I agree, at least they are similar enough to wonder why they would appear in a triplet, separated by dukkha.
There is a slight difference still. While a-nicca means ‘not-constant’, vipariṇāma means a change - In Buddhist dictionaries also ‘change for the worse’, but not in sanskrit where it’s a neutral change.
The term is completely absent from pre-Buddhist literature which makes it suspicious, but I also can’t see which old typo this could have been. Also pariṇāma (that also means change) only appears in the epics 2-3 centuries later.
In the suttas it is mostly rooted in the SN, and there mostly in the SN 22, SN 24, and SN 35, i.e. where we also mostly find the anicca-dukkha-anatta triplet.
Psychologically the term makes sense. After all things usually don’t just fall apart and break away, but they rather change: a little bit of back pain, some more wrinkles. So especially when our bodies get older and good feelings fade away the resulting dissatisfaction is accurately described by vipariṇāma, as e.g. in SN 22.2.
In that sense the term vipariṇāmadukkha makes equal sense: suffering due to change (in SN 38.14, SN 45.65, MN 44, DN 33).
The triplet appears only (or mostly?) in the form of anicca-dukkha-vipariṇāmadhamma. And I have no clue what -dhamma is supposed to mean here: principle, law, teaching, thing, phenomenon?!?!
In most other cases the single word indeed appears close to anicca as a cause for dukkha, which of course makes more sense than the other way round (so in SN 22.43, SN 25.).
Or it appears close to another related term, aññathatta (also ‘change’), with some nice images in SN 22.80 (also SN 35.69, AN 10.29, MN 67)
All three change-terms, anicca, vipariṇāma, and aññathatta appear in SN 25 and SN 35.93.
Finally we have also a formula of the opposites, as the view of eternalists: "After death I will be permanent (nicca), everlasting (dhuva), eternal (sassata), and imperishable (avipariṇāmadhamma). So in SN 22.81, SN 22.94, SN 22.96-98, SN 22.152, SN 24.3, MN 2, MN 22, MN 146, DN 1, DN 24).
I don’t know how helpful this is, except that anicca and vipariṇāma are almost overlapping and that the triplet of anicca-dukkha-vipariṇāma doesn’t seem to make much sense to me.
Maybe @sujato has more insight in the matter?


* About this task:
Filter the entries down to the lines holding "bring", then copy those lines.

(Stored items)
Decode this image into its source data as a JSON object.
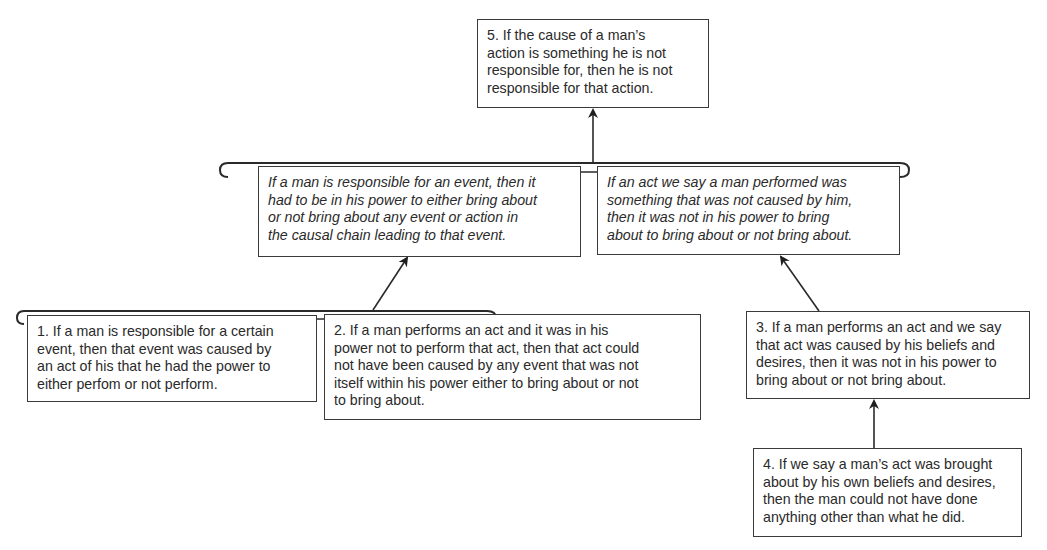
{
  "diagram": {
    "type": "argument-map",
    "nodes": [
      {
        "id": "5",
        "role": "conclusion",
        "style": "regular",
        "lines": [
          "5. If the cause of a man’s",
          "action is something he is not",
          "responsible for, then he is not",
          "responsible for that action."
        ]
      },
      {
        "id": "A",
        "role": "intermediate-premise-left",
        "style": "italic",
        "lines": [
          "If a man is responsible for an event, then it",
          "had to be in his power to either bring about",
          "or not bring about any event or action in",
          "the causal chain leading to that event."
        ]
      },
      {
        "id": "B",
        "role": "intermediate-premise-right",
        "style": "italic",
        "lines": [
          "If an act we say a man performed was",
          "something that was not caused by him,",
          "then it was not in his power to bring",
          "about to bring about or not bring about."
        ]
      },
      {
        "id": "1",
        "role": "premise",
        "style": "regular",
        "lines": [
          "1. If a man is responsible for a certain",
          "event, then that event was caused by",
          "an act of his that he had the power to",
          "either perfom or not perform."
        ]
      },
      {
        "id": "2",
        "role": "premise",
        "style": "regular",
        "lines": [
          "2. If a man performs an act and it was in his",
          "power not to perform that act, then that act could",
          "not have been caused by any event that was not",
          "itself within his power either to bring about or not",
          "to bring about."
        ]
      },
      {
        "id": "3",
        "role": "premise",
        "style": "regular",
        "lines": [
          "3. If a man performs an act and we say",
          "that act was caused by his beliefs and",
          "desires, then it was not in his power to",
          "bring about or not bring about."
        ]
      },
      {
        "id": "4",
        "role": "premise",
        "style": "regular",
        "lines": [
          "4. If we say a man’s act was brought",
          "about by his own beliefs and desires,",
          "then the man could not have done",
          "anything other than what he did."
        ]
      }
    ],
    "edges": [
      {
        "from": "bracket(A,B)",
        "to": "5"
      },
      {
        "from": "bracket(1,2)",
        "to": "A"
      },
      {
        "from": "3",
        "to": "B"
      },
      {
        "from": "4",
        "to": "3"
      }
    ],
    "colors": {
      "line": "#2a2a2a",
      "text": "#2a2a2a",
      "background": "#ffffff"
    }
  }
}
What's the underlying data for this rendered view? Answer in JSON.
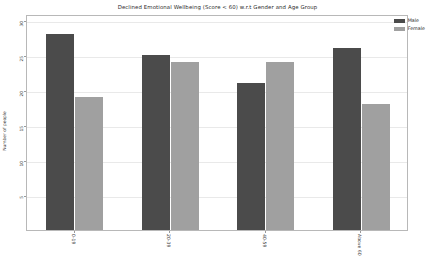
{
  "chart_data": {
    "type": "bar",
    "title": "Declined Emotional Wellbeing (Score < 60) w.r.t Gender and Age Group",
    "xlabel": "",
    "ylabel": "Number of people",
    "categories": [
      "0-19",
      "20-39",
      "40-59",
      "Above 60"
    ],
    "series": [
      {
        "name": "Male",
        "color": "#4b4b4b",
        "values": [
          28,
          25,
          21,
          26
        ]
      },
      {
        "name": "Female",
        "color": "#a0a0a0",
        "values": [
          19,
          24,
          24,
          18
        ]
      }
    ],
    "ylim": [
      0,
      30.8
    ],
    "yticks": [
      5,
      10,
      15,
      20,
      25,
      30
    ],
    "ytick_labels": [
      "5",
      "10",
      "15",
      "20",
      "25",
      "30"
    ],
    "grid": true,
    "legend_position": "upper-right"
  }
}
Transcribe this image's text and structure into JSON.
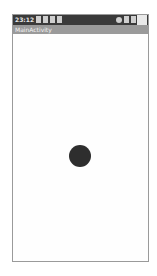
{
  "status_bar": {
    "time": "23:12",
    "left_icons": [
      "sd-card-icon",
      "usb-icon",
      "image-icon",
      "wifi-icon"
    ],
    "right_icons": [
      "alarm-icon",
      "signal-icon",
      "battery-icon"
    ],
    "color": "#3a3a3a"
  },
  "action_bar": {
    "title": "MainActivity",
    "color": "#9a9a9a"
  },
  "content": {
    "dot_color": "#2e2e2e",
    "background": "#fefefe"
  }
}
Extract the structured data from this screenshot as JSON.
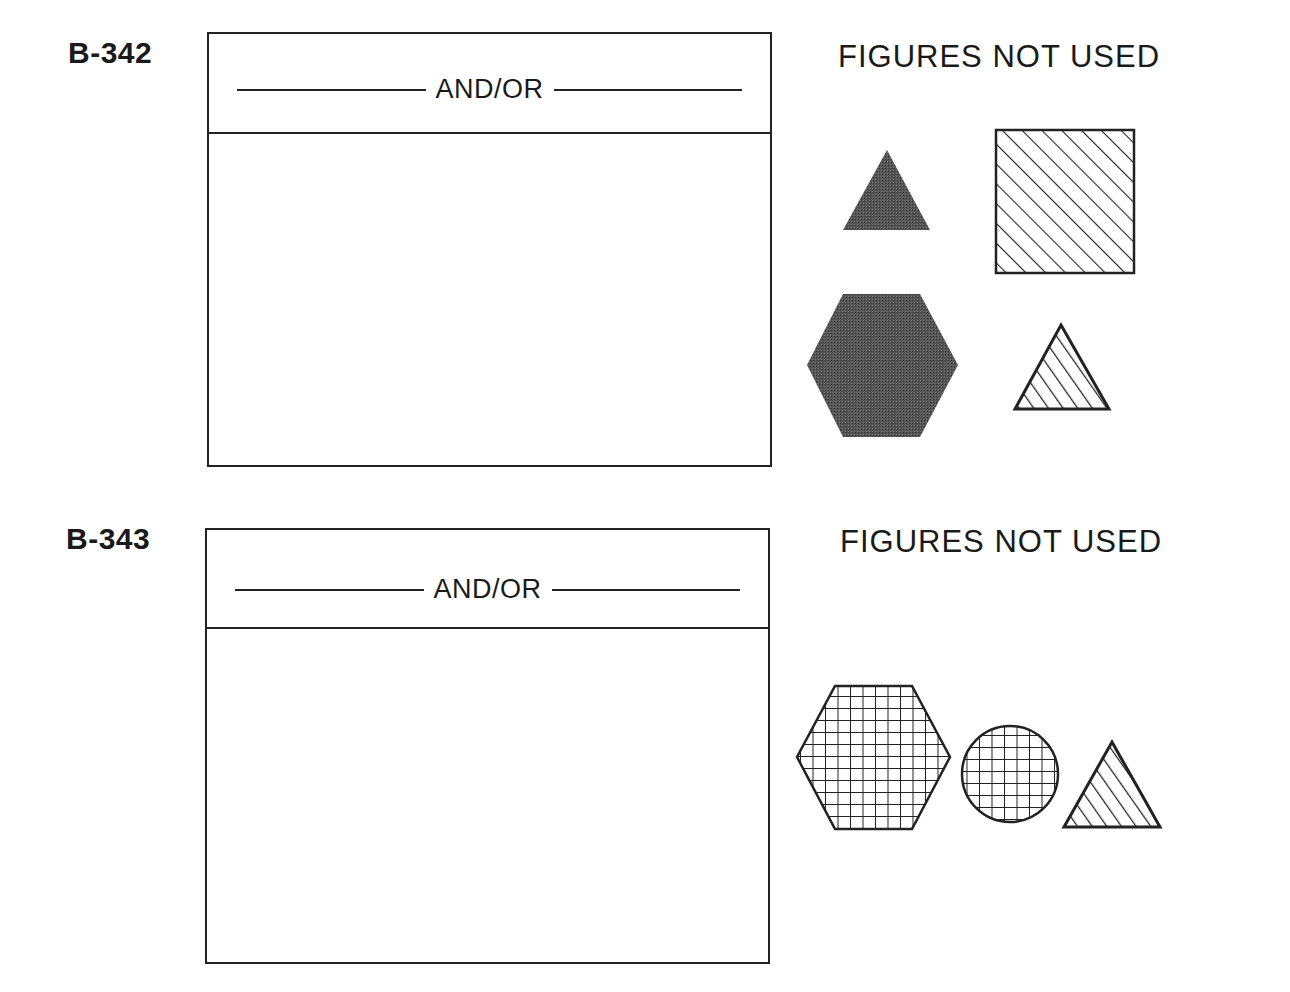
{
  "items": [
    {
      "id": "B-342",
      "answer_box_label": "AND/OR",
      "unused_label": "FIGURES NOT USED",
      "figures_not_used": [
        {
          "shape": "triangle",
          "fill": "dark-stipple"
        },
        {
          "shape": "square",
          "fill": "diagonal-hatch"
        },
        {
          "shape": "hexagon",
          "fill": "dark-stipple"
        },
        {
          "shape": "triangle",
          "fill": "diagonal-hatch"
        }
      ]
    },
    {
      "id": "B-343",
      "answer_box_label": "AND/OR",
      "unused_label": "FIGURES NOT USED",
      "figures_not_used": [
        {
          "shape": "hexagon",
          "fill": "grid"
        },
        {
          "shape": "circle",
          "fill": "grid"
        },
        {
          "shape": "triangle",
          "fill": "diagonal-hatch"
        }
      ]
    }
  ],
  "colors": {
    "ink": "#222222",
    "stipple": "#4a4a4a",
    "background": "#ffffff"
  }
}
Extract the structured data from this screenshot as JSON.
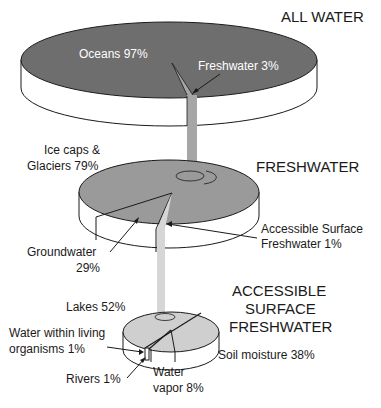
{
  "titles": {
    "all_water": "ALL WATER",
    "freshwater": "FRESHWATER",
    "accessible": [
      "ACCESSIBLE",
      "SURFACE",
      "FRESHWATER"
    ]
  },
  "all_water": {
    "oceans": "Oceans 97%",
    "freshwater": "Freshwater 3%"
  },
  "freshwater": {
    "ice_caps": [
      "Ice caps &",
      "Glaciers 79%"
    ],
    "groundwater": [
      "Groundwater",
      "29%"
    ],
    "accessible": [
      "Accessible Surface",
      "Freshwater 1%"
    ]
  },
  "accessible_surface": {
    "lakes": "Lakes 52%",
    "living": [
      "Water within living",
      "organisms 1%"
    ],
    "rivers": "Rivers 1%",
    "vapor": [
      "Water",
      "vapor 8%"
    ],
    "soil": "Soil moisture 38%"
  },
  "colors": {
    "top_disk": "#6e6e6e",
    "mid_disk": "#9a9a9a",
    "bottom_disk": "#cfcfcf",
    "stem": "#a6a6a6",
    "stem_light": "#d6d6d6",
    "edge": "#1a1a1a"
  }
}
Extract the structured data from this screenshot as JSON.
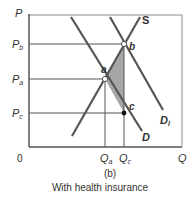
{
  "diagram": {
    "panel_label": "(b)",
    "caption": "With health insurance",
    "axes": {
      "y_label": "P",
      "x_label": "Q",
      "origin": "0"
    },
    "price_labels": [
      {
        "main": "P",
        "sub": "b"
      },
      {
        "main": "P",
        "sub": "a"
      },
      {
        "main": "P",
        "sub": "c"
      }
    ],
    "quantity_labels": [
      {
        "main": "Q",
        "sub": "a"
      },
      {
        "main": "Q",
        "sub": "c"
      }
    ],
    "curves": {
      "supply": "S",
      "demand": "D",
      "demand_insured": {
        "main": "D",
        "sub": "I"
      }
    },
    "points": {
      "a": "a",
      "b": "b",
      "c": "c"
    },
    "colors": {
      "line": "#555555",
      "shade": "#a6a6a6",
      "text": "#333333"
    }
  }
}
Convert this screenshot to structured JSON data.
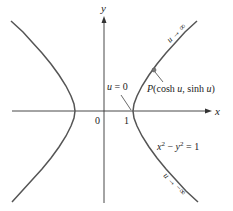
{
  "figure": {
    "axes": {
      "x_label": "x",
      "y_label": "y",
      "origin_label": "0",
      "tick_label_one": "1"
    },
    "curve": {
      "equation_lhs_x": "x",
      "equation_exp_x": "2",
      "equation_minus": " − ",
      "equation_lhs_y": "y",
      "equation_exp_y": "2",
      "equation_rhs": " = 1",
      "stroke_color": "#555555"
    },
    "annotations": {
      "point_label_prefix": "P",
      "point_label_rest": "(cosh ",
      "point_label_u1": "u",
      "point_label_mid": ", sinh ",
      "point_label_u2": "u",
      "point_label_close": ")",
      "vertex_label_u": "u",
      "vertex_label_rest": " = 0",
      "upper_limit_u": "u",
      "upper_limit_rest": " → ∞",
      "lower_limit_u": "u",
      "lower_limit_rest": " → −∞"
    }
  }
}
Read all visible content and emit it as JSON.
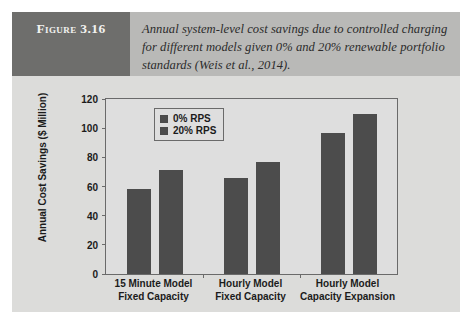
{
  "figure": {
    "number_label": "Figure 3.16",
    "caption": "Annual system-level cost savings due to controlled charging for different models given 0% and 20% renewable portfolio standards (Weis et al., 2014).",
    "header_block_color": "#6e6e6c",
    "header_band_color": "#b9b9b7",
    "page_background": "#dcdcda"
  },
  "chart_data": {
    "type": "bar",
    "title": "",
    "xlabel": "",
    "ylabel": "Annual Cost Savings ($ Million)",
    "ylim": [
      0,
      120
    ],
    "yticks": [
      0,
      20,
      40,
      60,
      80,
      100,
      120
    ],
    "ytick_labels": [
      "0",
      "20",
      "40",
      "60",
      "80",
      "100",
      "120"
    ],
    "grid": false,
    "legend_position": "upper-left-inside",
    "categories": [
      "15 Minute Model Fixed Capacity",
      "Hourly Model Fixed Capacity",
      "Hourly Model Capacity Expansion"
    ],
    "category_lines": [
      [
        "15 Minute Model",
        "Fixed Capacity"
      ],
      [
        "Hourly Model",
        "Fixed Capacity"
      ],
      [
        "Hourly Model",
        "Capacity Expansion"
      ]
    ],
    "series": [
      {
        "name": "0% RPS",
        "color": "#4c4c4c",
        "values": [
          58.5,
          66,
          97
        ]
      },
      {
        "name": "20% RPS",
        "color": "#4c4c4c",
        "values": [
          71.5,
          76.5,
          110
        ]
      }
    ],
    "plot_background": "#dedede",
    "axis_color": "#6a6a6a"
  }
}
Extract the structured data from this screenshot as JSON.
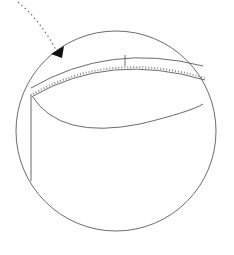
{
  "diagram": {
    "colors": {
      "stroke": "#6b6b6b",
      "arrow": "#111111",
      "background": "#ffffff"
    }
  }
}
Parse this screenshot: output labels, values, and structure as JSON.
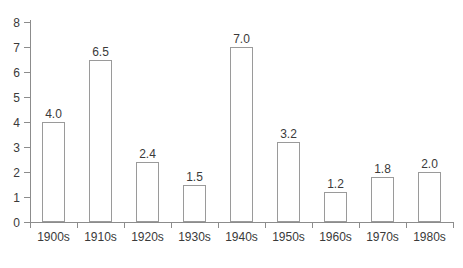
{
  "chart_data": {
    "type": "bar",
    "title": "",
    "subtitle": "",
    "xlabel": "",
    "ylabel": "",
    "categories": [
      "1900s",
      "1910s",
      "1920s",
      "1930s",
      "1940s",
      "1950s",
      "1960s",
      "1970s",
      "1980s"
    ],
    "values": [
      4.0,
      6.5,
      2.4,
      1.5,
      7.0,
      3.2,
      1.2,
      1.8,
      2.0
    ],
    "value_labels": [
      "4.0",
      "6.5",
      "2.4",
      "1.5",
      "7.0",
      "3.2",
      "1.2",
      "1.8",
      "2.0"
    ],
    "ylim": [
      0,
      8
    ],
    "y_ticks": [
      0,
      1,
      2,
      3,
      4,
      5,
      6,
      7,
      8
    ],
    "y_tick_labels": [
      "0",
      "1",
      "2",
      "3",
      "4",
      "5",
      "6",
      "7",
      "8"
    ],
    "grid": false,
    "legend": null,
    "legend_position": "none",
    "bar_fill_color": "#ffffff",
    "bar_edge_color": "#9a9a9a",
    "axis_color": "#8c8c8c",
    "text_color": "#3a3a3a",
    "background_color": "#ffffff"
  }
}
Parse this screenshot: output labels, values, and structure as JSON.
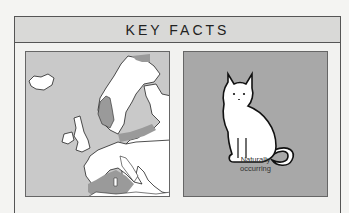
{
  "header": {
    "title": "KEY FACTS"
  },
  "map": {
    "icon": "europe-distribution-map",
    "colors": {
      "sea": "#c9c9c9",
      "land": "#ffffff",
      "range": "#9a9a9a",
      "outline": "#222222"
    }
  },
  "cat": {
    "icon": "sitting-cat-illustration",
    "caption_line1": "Naturally",
    "caption_line2": "occurring",
    "colors": {
      "background": "#a8a8a8",
      "body": "#ffffff",
      "outline": "#111111"
    }
  }
}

* Problem solution:
          "had to be in his power to either bring about",
          "or not bring about any event or action in",
          "then it was not in his power to bring",
          "about to bring about or not bring about."
          "itself within his power either to bring about or not",
          "to bring about."
          "bring about or not bring about."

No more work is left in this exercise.